[With Frederick the Great by G. A. Henty]@TWC D-Link book
With Frederick the Great

CHAPTER 11: Leuthen
17/25

His army was hunted by Ziethen's cavalry to Koeniggraetz, losing two thousand prisoners and a large amount of baggage; and thirty-seven thousand men only, of the eighty thousand that stood in battle array at Leuthen, reached the sheltering walls of the fortress, and those in so dilapidated and worn out a condition that, by the end of a week after arriving there, no less than twenty-two thousand were in hospital.
Thus, after eight months of constant and weary anxiety, Frederick, by the two heavy blows he had dealt successfully at the Confederates, stood in a far better position than he had occupied at the opening of the first campaign; when, as his enemies fondly believed, Prussia would be captured and divided without the smallest difficulty.
Frederick wintered at Breslau, whither came many visitors from Prussia, and there was a constant round of gaieties and festivity.
Frederick himself desired nothing so much as peace.

Once or twice there had been some faint hope that this might be brought about by his favourite sister, Wilhelmina, who had been ceaseless in her efforts to effect it; but the two empresses and the Pompadour were alike bent on avenging themselves on the king, and the reverses that they had suffered but increased their determination to overwhelm him.
Great as Frederick's success had been, it did not blind him to the fact that his position was almost hopeless.

When the war began, he had an army of a hundred and fifty thousand of the finest soldiers in the world.

The two campaigns had made frightful gaps in their ranks.

At Prague he had fought with eighty thousand men, at Leuthen he had but thirty thousand.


Once the line with "What elements are" is reached, output it and every line after it, exactly, through the end of the records below. Pictures are skipped.

DATA EXCERPTS: Begin

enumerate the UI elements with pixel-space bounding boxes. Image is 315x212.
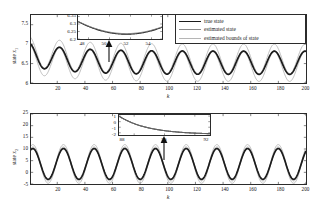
- yaxis-label-top-text: state x1: [11, 48, 17, 64]
- inset-top-xtick-2: 52: [124, 41, 129, 46]
- figure-canvas: 6 6.5 7 7.5 20 40 60 80 100 120 140 160 …: [0, 0, 315, 212]
- legend-label-true-state: true state: [204, 19, 224, 24]
- ytick-bot-0: -5: [14, 182, 28, 187]
- xtick-bot-6: 140: [221, 187, 229, 192]
- inset-top-ytick-1: 6.25: [56, 29, 76, 34]
- xtick-bot-2: 60: [111, 187, 116, 192]
- legend-label-estimated-bounds: estimated bounds of state: [204, 36, 259, 41]
- xtick-bot-8: 180: [277, 187, 285, 192]
- legend-swatch-estimated-bounds: [179, 38, 201, 39]
- inset-top-ytick-0: 6.2: [56, 37, 76, 42]
- ytick-bot-5: 20: [14, 122, 28, 127]
- legend-top: true state estimated state estimated bou…: [175, 14, 306, 44]
- xaxis-label-top: k: [167, 93, 170, 99]
- xtick-top-1: 40: [83, 86, 88, 91]
- xtick-bot-4: 100: [165, 187, 173, 192]
- xtick-top-3: 80: [139, 86, 144, 91]
- xaxis-label-bottom: k: [167, 194, 170, 200]
- xtick-top-5: 120: [193, 86, 201, 91]
- xtick-top-4: 100: [165, 86, 173, 91]
- xtick-top-8: 180: [277, 86, 285, 91]
- xtick-top-0: 20: [55, 86, 60, 91]
- xtick-bot-7: 160: [249, 187, 257, 192]
- inset-bottom: [118, 114, 211, 136]
- xtick-bot-5: 120: [193, 187, 201, 192]
- inset-top: [77, 14, 163, 40]
- legend-label-estimated-state: estimated state: [204, 27, 236, 32]
- yaxis-label-top: state x1: [11, 48, 19, 64]
- yaxis-label-bottom-text: state x2: [11, 149, 17, 165]
- inset-top-xtick-0: 48: [80, 41, 85, 46]
- inset-bottom-plot: [119, 115, 210, 135]
- inset-top-ytick-3: 6.35: [56, 13, 76, 18]
- inset-bot-xtick-0: 88: [120, 137, 125, 142]
- inset-top-ytick-2: 6.3: [56, 21, 76, 26]
- xtick-bot-1: 40: [83, 187, 88, 192]
- ytick-bot-6: 25: [14, 110, 28, 115]
- inset-top-plot: [78, 15, 162, 39]
- inset-pointer-arrow-bottom: [159, 136, 169, 160]
- legend-swatch-true-state: [179, 21, 201, 22]
- ytick-top-3: 7.5: [14, 21, 28, 26]
- xtick-bot-3: 80: [139, 187, 144, 192]
- yaxis-label-bottom: state x2: [11, 149, 19, 165]
- inset-bot-ytick-1: 0: [100, 120, 116, 125]
- legend-row-true-state: true state: [179, 17, 302, 26]
- legend-swatch-estimated-state: [179, 29, 201, 30]
- inset-bot-ytick-3: -2: [100, 132, 116, 137]
- inset-pointer-arrow-top: [104, 40, 114, 62]
- legend-row-estimated-bounds: estimated bounds of state: [179, 34, 302, 43]
- xtick-top-9: 200: [302, 86, 310, 91]
- xtick-top-7: 160: [249, 86, 257, 91]
- ytick-bot-4: 15: [14, 134, 28, 139]
- inset-top-xtick-3: 54: [146, 41, 151, 46]
- xtick-bot-0: 20: [55, 187, 60, 192]
- xtick-top-6: 140: [221, 86, 229, 91]
- legend-row-estimated-state: estimated state: [179, 26, 302, 35]
- ytick-top-0: 6: [14, 81, 28, 86]
- xtick-bot-9: 200: [302, 187, 310, 192]
- inset-bot-xtick-2: 92: [204, 137, 209, 142]
- inset-bot-ytick-2: -1: [100, 126, 116, 131]
- inset-bot-ytick-0: 1: [100, 114, 116, 119]
- xtick-top-2: 60: [111, 86, 116, 91]
- ytick-bot-1: 0: [14, 170, 28, 175]
- ytick-top-2: 7: [14, 41, 28, 46]
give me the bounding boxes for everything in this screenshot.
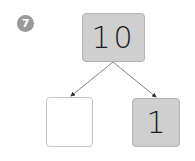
whole-box: 10 bbox=[82, 13, 145, 62]
known-part-box: 1 bbox=[132, 98, 180, 147]
whole-value: 10 bbox=[91, 20, 135, 55]
missing-part-box[interactable] bbox=[46, 97, 93, 147]
known-part-value: 1 bbox=[146, 105, 165, 140]
arrow-to-right-part bbox=[113, 62, 156, 97]
arrow-to-left-part bbox=[71, 62, 113, 96]
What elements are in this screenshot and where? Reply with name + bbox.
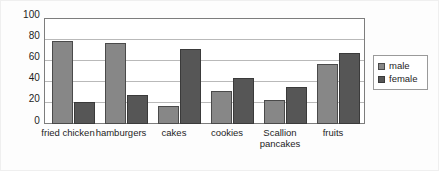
y-axis: 100 80 60 40 20 0 [0,10,40,132]
legend-item-male[interactable]: male [378,60,424,72]
bar-male-cookies[interactable] [211,91,232,124]
bar-chart-screenshot: 100 80 60 40 20 0 [0,0,439,171]
legend-item-female[interactable]: female [378,73,424,85]
bar-female-fried-chicken[interactable] [74,102,95,124]
legend: male female [373,55,428,90]
y-tick-label-80: 80 [0,31,40,41]
x-axis: fried chicken hamburgers cakes cookies S… [20,127,390,167]
legend-swatch-male-icon [378,63,385,70]
y-tick-label-0: 0 [0,116,40,126]
y-tick-label-40: 40 [0,73,40,83]
y-tick-label-60: 60 [0,52,40,62]
bars-layer [44,18,365,124]
y-tick-label-100: 100 [0,10,40,20]
bar-male-fried-chicken[interactable] [52,41,73,124]
bar-female-fruits[interactable] [339,53,360,124]
bar-male-scallion-pancakes[interactable] [264,100,285,124]
bar-female-cakes[interactable] [180,49,201,124]
y-tick-label-20: 20 [0,94,40,104]
bar-male-cakes[interactable] [158,106,179,124]
bar-male-fruits[interactable] [317,64,338,124]
legend-swatch-female-icon [378,76,385,83]
bar-female-hamburgers[interactable] [127,95,148,124]
legend-label-female: female [389,74,418,84]
legend-label-male: male [389,61,410,71]
x-tick-label-fruits: fruits [285,127,381,138]
bar-female-scallion-pancakes[interactable] [286,87,307,124]
bar-male-hamburgers[interactable] [105,43,126,124]
bar-female-cookies[interactable] [233,78,254,124]
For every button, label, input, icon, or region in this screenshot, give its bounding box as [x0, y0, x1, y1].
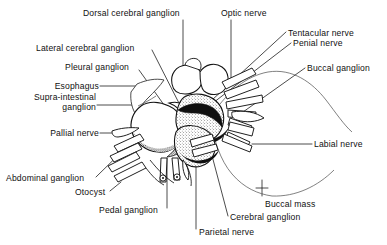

DATA EXCERPTS: End

## RESULT OF THE EXERCISE
What elements are in this screenshot and where? Reply with name + bbox.
y-axis: 100 80 60 40 20 0 [0,10,40,132]
legend-item-male[interactable]: male [378,60,424,72]
bar-male-cookies[interactable] [211,91,232,124]
bar-chart-screenshot: 100 80 60 40 20 0 [0,0,439,171]
legend-item-female[interactable]: female [378,73,424,85]
bar-female-fried-chicken[interactable] [74,102,95,124]
legend: male female [373,55,428,90]
y-tick-label-80: 80 [0,31,40,41]
x-axis: fried chicken hamburgers cakes cookies S… [20,127,390,167]
legend-swatch-male-icon [378,63,385,70]
y-tick-label-0: 0 [0,116,40,126]
y-tick-label-40: 40 [0,73,40,83]
y-tick-label-60: 60 [0,52,40,62]
bars-layer [44,18,365,124]
y-tick-label-100: 100 [0,10,40,20]
bar-male-fried-chicken[interactable] [52,41,73,124]
bar-female-fruits[interactable] [339,53,360,124]
bar-male-scallion-pancakes[interactable] [264,100,285,124]
bar-female-cakes[interactable] [180,49,201,124]
y-tick-label-20: 20 [0,94,40,104]
bar-male-cakes[interactable] [158,106,179,124]
bar-male-fruits[interactable] [317,64,338,124]
legend-swatch-female-icon [378,76,385,83]
bar-female-hamburgers[interactable] [127,95,148,124]
legend-label-female: female [389,74,418,84]
legend-label-male: male [389,61,410,71]
x-tick-label-fruits: fruits [285,127,381,138]
bar-female-scallion-pancakes[interactable] [286,87,307,124]
bar-male-hamburgers[interactable] [105,43,126,124]
bar-female-cookies[interactable] [233,78,254,124]
For every button, label, input, icon, or region in this screenshot, give its bounding box as [x0, y0, x1, y1].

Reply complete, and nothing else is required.